Control Plane High Availability
You can create high availability for the control plane by distributing the control plane across multiple nodes and installing a load balancer on top. Etcd can be colocated with the controller nodes (default in k0s) to achieve highly available datastore at the same time.
Note: In this context even 2 node controlplane is considered HA even though it’s not really HA from etcd point of view. The same requirement for LB still applies.
Network considerations
You should plan to allocate the control plane nodes into different zones. This will avoid failures in case one zone fails.
For etcd high availability it’s recommended to configure 3 or 5 controller nodes. For more information, refer to the etcd documentation.
Load Balancer
Control plane high availability requires a tcp load balancer, which acts as a single point of contact to access the controllers. The load balancer needs to allow and route traffic to each controller through the following ports:
- 6443 (for Kubernetes API)
- 8132 (for Konnectivity)
- 9443 (for controller join API)
The load balancer can be implemented in many different ways and k0s doesn’t have any additional requirements. You can use for example HAProxy, NGINX or your cloud provider’s load balancer.
Example configuration: HAProxy
Add the following lines to the end of the haproxy.cfg:
frontend kubeAPI
bind :6443
mode tcp
default_backend kubeAPI_backend
frontend konnectivity
bind :8132
mode tcp
default_backend konnectivity_backend
frontend controllerJoinAPI
bind :9443
mode tcp
default_backend controllerJoinAPI_backend
backend kubeAPI_backend
mode tcp
server k0s-controller1 <ip-address1>:6443 check check-ssl verify none
server k0s-controller2 <ip-address2>:6443 check check-ssl verify none
server k0s-controller3 <ip-address3>:6443 check check-ssl verify none
backend konnectivity_backend
mode tcp
server k0s-controller1 <ip-address1>:8132 check check-ssl verify none
server k0s-controller2 <ip-address2>:8132 check check-ssl verify none
server k0s-controller3 <ip-address3>:8132 check check-ssl verify none
backend controllerJoinAPI_backend
mode tcp
server k0s-controller1 <ip-address1>:9443 check check-ssl verify none
server k0s-controller2 <ip-address2>:9443 check check-ssl verify none
server k0s-controller3 <ip-address3>:9443 check check-ssl verify none
listen stats
bind *:9000
mode http
stats enable
stats uri /
The last block “listen stats” is optional, but can be helpful. It enables HAProxy statistics with a separate dashboard to monitor for example the health of each backend server. You can access it using a web browser:
http://<ip-addr>:9000
Restart HAProxy to apply the configuration changes.
k0s configuration
First and foremost, all controllers should utilize the same CA certificates and SA key pair:
/var/lib/k0s/pki/ca.key
/var/lib/k0s/pki/ca.crt
/var/lib/k0s/pki/sa.key
/var/lib/k0s/pki/sa.pub
/var/lib/k0s/pki/etcd/ca.key
/var/lib/k0s/pki/etcd/ca.crt
To generate these certificates, you have two options: either generate them manually using the instructions provided here and then share it across controller nodes, or utilize k0sctl for automated generation and sharing.
The second important aspect is: the load balancer address must be configured to k0s either by using k0s.yaml
or by using k0sctl to automatically deploy all controllers with the same configuration:
Configuration using k0s.yaml (for each controller)
Note to update your load balancer’s public ip address into two places.
spec:
api:
externalAddress: <load balancer public ip address>
sans:
- <load balancer public ip address>
Configuration using k0sctl.yaml (for k0sctl)
Add the following lines to the end of the k0sctl.yaml. Note to update your load balancer’s public ip address into two places.
k0s:
config:
spec:
api:
externalAddress: <load balancer public ip address>
sans:
- <load balancer public ip address>
For greater detail about k0s configuration, refer to the Full configuration file reference.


> TASK OBJECTIVE:
Verbatim copy, images removed: write out the entries below.
LISTED RECORDS START
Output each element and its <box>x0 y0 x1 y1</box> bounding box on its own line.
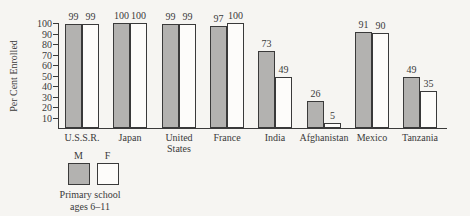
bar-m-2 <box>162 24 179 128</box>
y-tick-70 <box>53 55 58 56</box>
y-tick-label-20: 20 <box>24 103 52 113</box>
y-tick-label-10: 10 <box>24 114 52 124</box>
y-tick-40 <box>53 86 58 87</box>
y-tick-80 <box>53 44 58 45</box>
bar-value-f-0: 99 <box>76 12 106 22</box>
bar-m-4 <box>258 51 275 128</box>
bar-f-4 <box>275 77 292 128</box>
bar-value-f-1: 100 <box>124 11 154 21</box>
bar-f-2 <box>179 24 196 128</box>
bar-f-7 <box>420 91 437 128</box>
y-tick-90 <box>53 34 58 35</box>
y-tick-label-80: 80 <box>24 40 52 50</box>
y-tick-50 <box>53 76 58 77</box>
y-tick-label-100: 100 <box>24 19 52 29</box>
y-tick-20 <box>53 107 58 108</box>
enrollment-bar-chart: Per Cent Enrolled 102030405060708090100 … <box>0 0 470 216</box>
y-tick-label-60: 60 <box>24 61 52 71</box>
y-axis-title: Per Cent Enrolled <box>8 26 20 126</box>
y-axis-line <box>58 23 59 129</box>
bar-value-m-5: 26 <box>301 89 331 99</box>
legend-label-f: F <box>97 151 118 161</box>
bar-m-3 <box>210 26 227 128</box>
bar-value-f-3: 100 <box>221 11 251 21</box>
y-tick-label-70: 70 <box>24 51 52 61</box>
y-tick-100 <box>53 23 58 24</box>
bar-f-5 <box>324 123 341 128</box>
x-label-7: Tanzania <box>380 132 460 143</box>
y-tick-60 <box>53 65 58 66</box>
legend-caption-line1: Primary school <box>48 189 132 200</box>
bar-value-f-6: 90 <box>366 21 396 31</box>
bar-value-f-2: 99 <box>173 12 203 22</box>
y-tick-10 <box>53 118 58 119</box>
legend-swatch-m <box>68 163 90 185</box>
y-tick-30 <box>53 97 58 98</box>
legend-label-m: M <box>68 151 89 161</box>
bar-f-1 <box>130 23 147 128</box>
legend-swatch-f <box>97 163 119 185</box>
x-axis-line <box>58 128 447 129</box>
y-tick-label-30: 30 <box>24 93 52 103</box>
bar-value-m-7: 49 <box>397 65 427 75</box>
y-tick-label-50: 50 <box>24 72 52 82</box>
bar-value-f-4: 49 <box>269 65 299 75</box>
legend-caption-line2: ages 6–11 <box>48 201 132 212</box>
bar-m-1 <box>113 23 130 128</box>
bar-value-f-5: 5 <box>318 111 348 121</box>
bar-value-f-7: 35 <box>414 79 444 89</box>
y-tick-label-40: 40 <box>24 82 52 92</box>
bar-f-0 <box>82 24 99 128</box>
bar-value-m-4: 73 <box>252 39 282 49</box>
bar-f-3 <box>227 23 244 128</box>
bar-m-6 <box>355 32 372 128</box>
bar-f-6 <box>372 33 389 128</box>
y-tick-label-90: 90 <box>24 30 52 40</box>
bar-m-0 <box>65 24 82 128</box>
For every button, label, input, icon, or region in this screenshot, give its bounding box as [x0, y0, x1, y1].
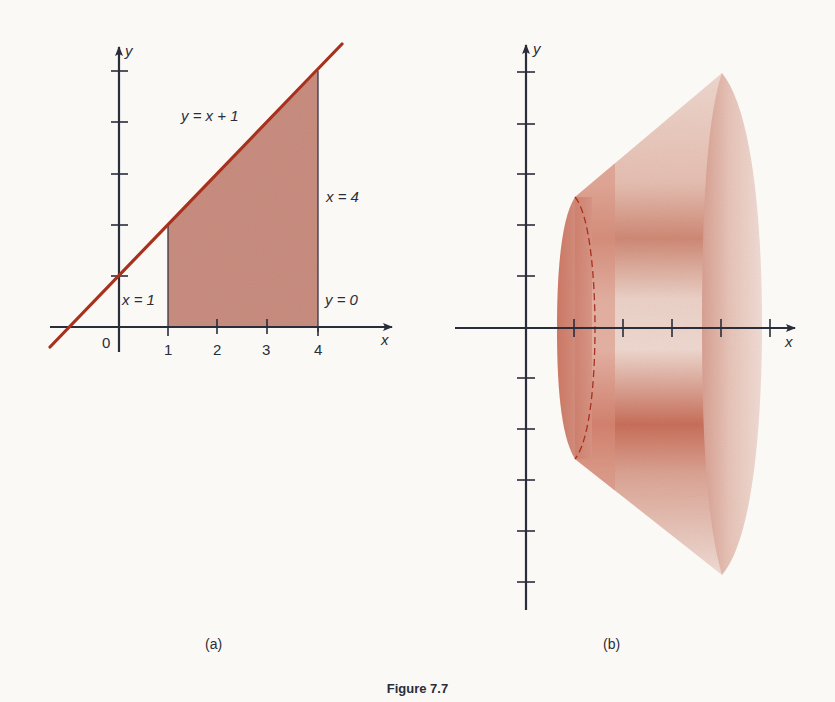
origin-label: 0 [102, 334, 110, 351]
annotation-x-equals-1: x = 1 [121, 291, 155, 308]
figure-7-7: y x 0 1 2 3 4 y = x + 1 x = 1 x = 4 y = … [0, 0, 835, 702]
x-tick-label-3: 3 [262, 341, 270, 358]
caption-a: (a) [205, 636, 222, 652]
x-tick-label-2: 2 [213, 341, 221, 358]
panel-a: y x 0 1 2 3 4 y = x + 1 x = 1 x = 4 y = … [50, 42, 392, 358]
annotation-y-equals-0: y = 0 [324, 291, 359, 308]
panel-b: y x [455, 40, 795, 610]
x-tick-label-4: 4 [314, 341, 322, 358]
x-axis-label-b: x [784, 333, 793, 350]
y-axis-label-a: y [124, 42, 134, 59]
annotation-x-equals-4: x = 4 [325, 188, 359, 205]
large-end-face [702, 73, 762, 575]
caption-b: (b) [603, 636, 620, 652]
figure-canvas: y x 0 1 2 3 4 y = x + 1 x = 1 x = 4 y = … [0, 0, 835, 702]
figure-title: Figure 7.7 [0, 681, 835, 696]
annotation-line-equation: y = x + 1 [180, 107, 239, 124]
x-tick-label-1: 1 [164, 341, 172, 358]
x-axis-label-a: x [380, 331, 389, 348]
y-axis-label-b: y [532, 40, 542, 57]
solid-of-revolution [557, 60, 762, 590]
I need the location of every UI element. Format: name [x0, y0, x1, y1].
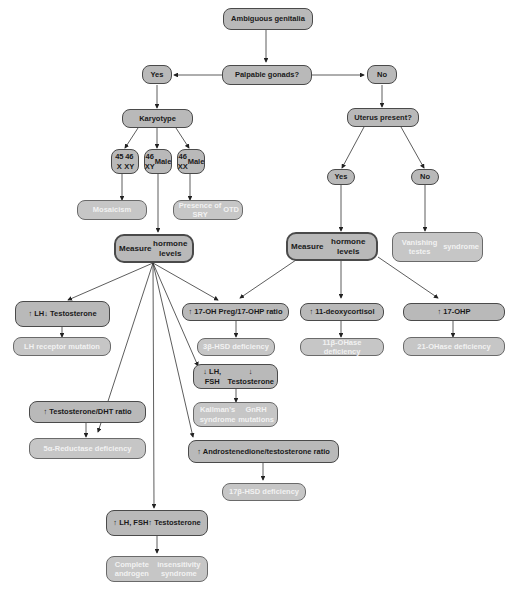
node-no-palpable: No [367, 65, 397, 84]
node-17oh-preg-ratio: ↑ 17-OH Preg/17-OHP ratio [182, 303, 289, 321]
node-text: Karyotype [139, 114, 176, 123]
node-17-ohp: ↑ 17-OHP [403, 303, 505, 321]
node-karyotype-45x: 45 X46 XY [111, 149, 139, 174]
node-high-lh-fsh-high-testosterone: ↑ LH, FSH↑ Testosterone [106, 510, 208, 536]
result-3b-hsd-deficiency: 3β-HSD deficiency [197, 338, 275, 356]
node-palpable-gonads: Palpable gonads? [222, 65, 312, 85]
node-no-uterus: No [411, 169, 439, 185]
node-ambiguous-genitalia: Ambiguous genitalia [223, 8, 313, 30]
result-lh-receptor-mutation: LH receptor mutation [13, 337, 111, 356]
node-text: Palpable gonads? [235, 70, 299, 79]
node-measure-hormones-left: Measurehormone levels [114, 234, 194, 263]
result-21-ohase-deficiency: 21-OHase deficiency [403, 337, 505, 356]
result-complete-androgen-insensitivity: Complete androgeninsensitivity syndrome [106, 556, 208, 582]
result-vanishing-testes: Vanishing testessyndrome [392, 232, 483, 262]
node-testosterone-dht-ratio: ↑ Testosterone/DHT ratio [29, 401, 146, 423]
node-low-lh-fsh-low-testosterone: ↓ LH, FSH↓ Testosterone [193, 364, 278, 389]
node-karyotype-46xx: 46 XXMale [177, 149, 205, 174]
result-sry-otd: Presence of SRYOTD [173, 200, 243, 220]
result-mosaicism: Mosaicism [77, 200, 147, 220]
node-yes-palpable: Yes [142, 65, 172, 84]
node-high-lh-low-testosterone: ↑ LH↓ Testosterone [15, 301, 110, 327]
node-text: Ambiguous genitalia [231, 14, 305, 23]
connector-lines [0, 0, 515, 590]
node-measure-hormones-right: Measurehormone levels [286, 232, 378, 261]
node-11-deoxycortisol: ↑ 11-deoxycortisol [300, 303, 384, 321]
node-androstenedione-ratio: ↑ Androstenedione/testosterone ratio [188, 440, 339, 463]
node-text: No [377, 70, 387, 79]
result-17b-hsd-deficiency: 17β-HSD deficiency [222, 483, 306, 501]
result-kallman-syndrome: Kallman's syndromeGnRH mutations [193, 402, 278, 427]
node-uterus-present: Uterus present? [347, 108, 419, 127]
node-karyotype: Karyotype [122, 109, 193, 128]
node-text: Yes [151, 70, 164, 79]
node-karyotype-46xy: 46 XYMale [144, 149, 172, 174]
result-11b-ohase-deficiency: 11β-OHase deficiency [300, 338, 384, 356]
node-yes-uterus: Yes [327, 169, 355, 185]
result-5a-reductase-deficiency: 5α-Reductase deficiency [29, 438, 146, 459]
LISTED RECORDS END
> RESPONSE AREA:
Output each element and its <box>x0 y0 x1 y1</box> bounding box on its own line.
bar-m-2 <box>162 24 179 128</box>
y-tick-70 <box>53 55 58 56</box>
y-tick-label-20: 20 <box>24 103 52 113</box>
y-tick-label-10: 10 <box>24 114 52 124</box>
y-tick-40 <box>53 86 58 87</box>
y-tick-80 <box>53 44 58 45</box>
bar-value-f-0: 99 <box>76 12 106 22</box>
bar-m-4 <box>258 51 275 128</box>
bar-f-4 <box>275 77 292 128</box>
bar-value-f-1: 100 <box>124 11 154 21</box>
bar-f-2 <box>179 24 196 128</box>
bar-f-7 <box>420 91 437 128</box>
y-tick-90 <box>53 34 58 35</box>
y-tick-label-80: 80 <box>24 40 52 50</box>
y-tick-50 <box>53 76 58 77</box>
y-tick-label-100: 100 <box>24 19 52 29</box>
y-tick-20 <box>53 107 58 108</box>
enrollment-bar-chart: Per Cent Enrolled 102030405060708090100 … <box>0 0 470 216</box>
y-tick-label-60: 60 <box>24 61 52 71</box>
y-axis-title: Per Cent Enrolled <box>8 26 20 126</box>
y-axis-line <box>58 23 59 129</box>
bar-value-m-5: 26 <box>301 89 331 99</box>
legend-label-f: F <box>97 151 118 161</box>
bar-m-3 <box>210 26 227 128</box>
bar-value-f-3: 100 <box>221 11 251 21</box>
y-tick-label-70: 70 <box>24 51 52 61</box>
y-tick-100 <box>53 23 58 24</box>
bar-f-5 <box>324 123 341 128</box>
x-label-7: Tanzania <box>380 132 460 143</box>
y-tick-60 <box>53 65 58 66</box>
legend-caption-line1: Primary school <box>48 189 132 200</box>
bar-value-f-6: 90 <box>366 21 396 31</box>
bar-value-f-2: 99 <box>173 12 203 22</box>
y-tick-10 <box>53 118 58 119</box>
legend-swatch-m <box>68 163 90 185</box>
y-tick-30 <box>53 97 58 98</box>
legend-label-m: M <box>68 151 89 161</box>
bar-f-1 <box>130 23 147 128</box>
legend-swatch-f <box>97 163 119 185</box>
x-axis-line <box>58 128 447 129</box>
y-tick-label-30: 30 <box>24 93 52 103</box>
bar-value-m-7: 49 <box>397 65 427 75</box>
y-tick-label-50: 50 <box>24 72 52 82</box>
bar-value-f-4: 49 <box>269 65 299 75</box>
legend-caption-line2: ages 6–11 <box>48 201 132 212</box>
bar-m-1 <box>113 23 130 128</box>
bar-value-f-5: 5 <box>318 111 348 121</box>
bar-value-f-7: 35 <box>414 79 444 89</box>
y-tick-label-40: 40 <box>24 82 52 92</box>
bar-f-0 <box>82 24 99 128</box>
bar-value-m-4: 73 <box>252 39 282 49</box>
bar-f-3 <box>227 23 244 128</box>
bar-m-6 <box>355 32 372 128</box>
bar-f-6 <box>372 33 389 128</box>
y-tick-label-90: 90 <box>24 30 52 40</box>
bar-m-0 <box>65 24 82 128</box>
For every button, label, input, icon, or region in this screenshot, give its bounding box as [x0, y0, x1, y1].
origin-label: 0 [102, 334, 110, 351]
annotation-x-equals-1: x = 1 [121, 291, 155, 308]
figure-7-7: y x 0 1 2 3 4 y = x + 1 x = 1 x = 4 y = … [0, 0, 835, 702]
x-tick-label-3: 3 [262, 341, 270, 358]
caption-a: (a) [205, 636, 222, 652]
x-tick-label-2: 2 [213, 341, 221, 358]
panel-a: y x 0 1 2 3 4 y = x + 1 x = 1 x = 4 y = … [50, 42, 392, 358]
annotation-y-equals-0: y = 0 [324, 291, 359, 308]
panel-b: y x [455, 40, 795, 610]
x-tick-label-4: 4 [314, 341, 322, 358]
x-axis-label-b: x [784, 333, 793, 350]
y-axis-label-a: y [124, 42, 134, 59]
annotation-x-equals-4: x = 4 [325, 188, 359, 205]
large-end-face [702, 73, 762, 575]
caption-b: (b) [603, 636, 620, 652]
figure-canvas: y x 0 1 2 3 4 y = x + 1 x = 1 x = 4 y = … [0, 0, 835, 702]
figure-title: Figure 7.7 [0, 681, 835, 696]
annotation-line-equation: y = x + 1 [180, 107, 239, 124]
x-tick-label-1: 1 [164, 341, 172, 358]
x-axis-label-a: x [380, 331, 389, 348]
y-axis-label-b: y [532, 40, 542, 57]
solid-of-revolution [557, 60, 762, 590]
I need the location of every UI element. Format: name [x0, y0, x1, y1].
node-no-palpable: No [367, 65, 397, 84]
node-17oh-preg-ratio: ↑ 17-OH Preg/17-OHP ratio [182, 303, 289, 321]
node-text: Karyotype [139, 114, 176, 123]
node-17-ohp: ↑ 17-OHP [403, 303, 505, 321]
node-karyotype-45x: 45 X46 XY [111, 149, 139, 174]
node-high-lh-fsh-high-testosterone: ↑ LH, FSH↑ Testosterone [106, 510, 208, 536]
result-3b-hsd-deficiency: 3β-HSD deficiency [197, 338, 275, 356]
node-palpable-gonads: Palpable gonads? [222, 65, 312, 85]
node-no-uterus: No [411, 169, 439, 185]
node-ambiguous-genitalia: Ambiguous genitalia [223, 8, 313, 30]
result-lh-receptor-mutation: LH receptor mutation [13, 337, 111, 356]
node-text: Palpable gonads? [235, 70, 299, 79]
node-measure-hormones-left: Measurehormone levels [114, 234, 194, 263]
result-21-ohase-deficiency: 21-OHase deficiency [403, 337, 505, 356]
result-complete-androgen-insensitivity: Complete androgeninsensitivity syndrome [106, 556, 208, 582]
result-vanishing-testes: Vanishing testessyndrome [392, 232, 483, 262]
node-testosterone-dht-ratio: ↑ Testosterone/DHT ratio [29, 401, 146, 423]
node-low-lh-fsh-low-testosterone: ↓ LH, FSH↓ Testosterone [193, 364, 278, 389]
node-karyotype-46xx: 46 XXMale [177, 149, 205, 174]
result-sry-otd: Presence of SRYOTD [173, 200, 243, 220]
result-mosaicism: Mosaicism [77, 200, 147, 220]
node-yes-palpable: Yes [142, 65, 172, 84]
node-high-lh-low-testosterone: ↑ LH↓ Testosterone [15, 301, 110, 327]
node-text: Ambiguous genitalia [231, 14, 305, 23]
connector-lines [0, 0, 515, 590]
node-measure-hormones-right: Measurehormone levels [286, 232, 378, 261]
node-11-deoxycortisol: ↑ 11-deoxycortisol [300, 303, 384, 321]
node-androstenedione-ratio: ↑ Androstenedione/testosterone ratio [188, 440, 339, 463]
node-text: No [377, 70, 387, 79]
result-17b-hsd-deficiency: 17β-HSD deficiency [222, 483, 306, 501]
result-kallman-syndrome: Kallman's syndromeGnRH mutations [193, 402, 278, 427]
node-uterus-present: Uterus present? [347, 108, 419, 127]
node-karyotype: Karyotype [122, 109, 193, 128]
node-text: Yes [151, 70, 164, 79]
node-karyotype-46xy: 46 XYMale [144, 149, 172, 174]
result-11b-ohase-deficiency: 11β-OHase deficiency [300, 338, 384, 356]
node-yes-uterus: Yes [327, 169, 355, 185]
result-5a-reductase-deficiency: 5α-Reductase deficiency [29, 438, 146, 459]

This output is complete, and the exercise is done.